Former KPMG LLP partner David Rivkin has pleaded guilty to conspiring to defraud the government and to tax evasion, according to Bloomberg.
“I signed opinion letters knowing them to be false, in order to mislead the IRS,” Rivkin said Monday in a New York federal court, according to the report. From 1999 to 2005, Rivkin reportedly elaborated, he and other managers conspired to help individuals who each had more than $20 million in income or capital gains “keep the money for themselves instead of paying taxes they owed.”
Prosecutors investigating the sale of illegal tax shelters have brought charges against a total of 19 individuals, including 17 from KPMG; Rivkin is the first from that firm to plead guilty. Domenick DeGiorgio, a former accountant with Munich-based bank HVB Group, has also pleaded guilty and agreed to cooperate, the wire service reported.
Rivkin faces as much as 10 years in prison, according to Reuters, but his sentence could be reduced considerably based on his cooperation in the trials of the other individuals, scheduled to begin this fall.
Last August, KPMG entered into a deferred-prosecution agreement that enabled it to avoid an indictment over the sale of questionable shelters. The firm agreed to admit wrongdoing, pay $456 million, and accept former Securities and Exchange Commission chairman Richard Breeden as an outside monitor. The agreement remains in force through the end of the year, at which time charges will be dropped if the firm has abided by its end of the deal.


## [WORK TO BE COMPLETED]
Scan the entries below for the word "Temp" and copy every line in which it occurs.

[Figure dataset records]
::::::

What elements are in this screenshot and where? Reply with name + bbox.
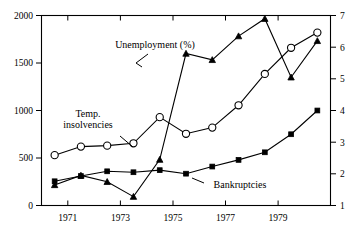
data-point bbox=[156, 114, 163, 121]
data-point bbox=[51, 152, 58, 159]
data-point bbox=[157, 156, 163, 162]
left-tick-label-2000: 2000 bbox=[14, 11, 33, 21]
data-point bbox=[209, 124, 216, 131]
unemployment-leader bbox=[136, 54, 148, 67]
annotation-temp: Temp. bbox=[75, 108, 100, 119]
right-tick-label-1: 1 bbox=[340, 201, 345, 211]
data-point bbox=[184, 171, 189, 176]
x-tick-label-1977: 1977 bbox=[216, 213, 235, 223]
right-tick-label-3: 3 bbox=[340, 138, 345, 148]
x-axis-tick-labels: 1971 1973 1975 1977 1979 bbox=[58, 213, 288, 223]
data-point bbox=[105, 169, 110, 174]
right-tick-label-7: 7 bbox=[340, 11, 345, 21]
chart-container: 2000 1500 1000 500 0 7 6 5 4 3 2 1 bbox=[0, 0, 358, 237]
data-point bbox=[262, 15, 268, 21]
annotation-unemployment: Unemployment (%) bbox=[115, 39, 195, 51]
data-point bbox=[235, 102, 242, 109]
data-point bbox=[261, 70, 268, 77]
right-tick-label-6: 6 bbox=[340, 43, 345, 53]
data-point bbox=[315, 108, 320, 113]
data-point bbox=[235, 33, 241, 39]
left-axis-tick-labels: 2000 1500 1000 500 0 bbox=[14, 11, 33, 211]
data-point bbox=[104, 142, 111, 149]
left-tick-label-500: 500 bbox=[19, 153, 34, 163]
x-tick-label-1979: 1979 bbox=[269, 213, 288, 223]
left-tick-label-1000: 1000 bbox=[14, 106, 33, 116]
data-point bbox=[183, 50, 189, 56]
data-point bbox=[182, 130, 189, 137]
right-axis-tick-labels: 7 6 5 4 3 2 1 bbox=[340, 11, 345, 211]
x-tick-label-1973: 1973 bbox=[111, 213, 130, 223]
right-tick-label-5: 5 bbox=[340, 74, 345, 84]
data-point bbox=[262, 150, 267, 155]
right-tick-label-4: 4 bbox=[340, 106, 345, 116]
data-point bbox=[77, 143, 84, 150]
data-point bbox=[157, 168, 162, 173]
data-point bbox=[289, 132, 294, 137]
data-point bbox=[210, 164, 215, 169]
x-tick-label-1971: 1971 bbox=[58, 213, 77, 223]
data-point bbox=[314, 29, 321, 36]
data-point bbox=[287, 44, 294, 51]
left-axis-ticks bbox=[36, 16, 42, 206]
right-axis-ticks bbox=[331, 16, 337, 206]
left-tick-label-1500: 1500 bbox=[14, 58, 33, 68]
data-point bbox=[131, 170, 136, 175]
right-tick-label-2: 2 bbox=[340, 169, 345, 179]
economic-indicators-line-chart: 2000 1500 1000 500 0 7 6 5 4 3 2 1 bbox=[0, 0, 358, 237]
annotation-bankruptcies: Bankruptcies bbox=[214, 179, 267, 190]
left-tick-label-0: 0 bbox=[28, 201, 33, 211]
bankruptcies-leader bbox=[192, 178, 204, 183]
data-point bbox=[236, 158, 241, 163]
x-tick-label-1975: 1975 bbox=[164, 213, 183, 223]
data-point bbox=[314, 38, 320, 44]
annotation-insolvencies: insolvencies bbox=[63, 119, 113, 130]
series-annotations: Unemployment (%) Temp. insolvencies Bank… bbox=[63, 39, 266, 190]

::::::

## [RESPONSE TO THE TASK]
annotation-temp: Temp. bbox=[75, 108, 100, 119]
series-annotations: Unemployment (%) Temp. insolvencies Bank… bbox=[63, 39, 266, 190]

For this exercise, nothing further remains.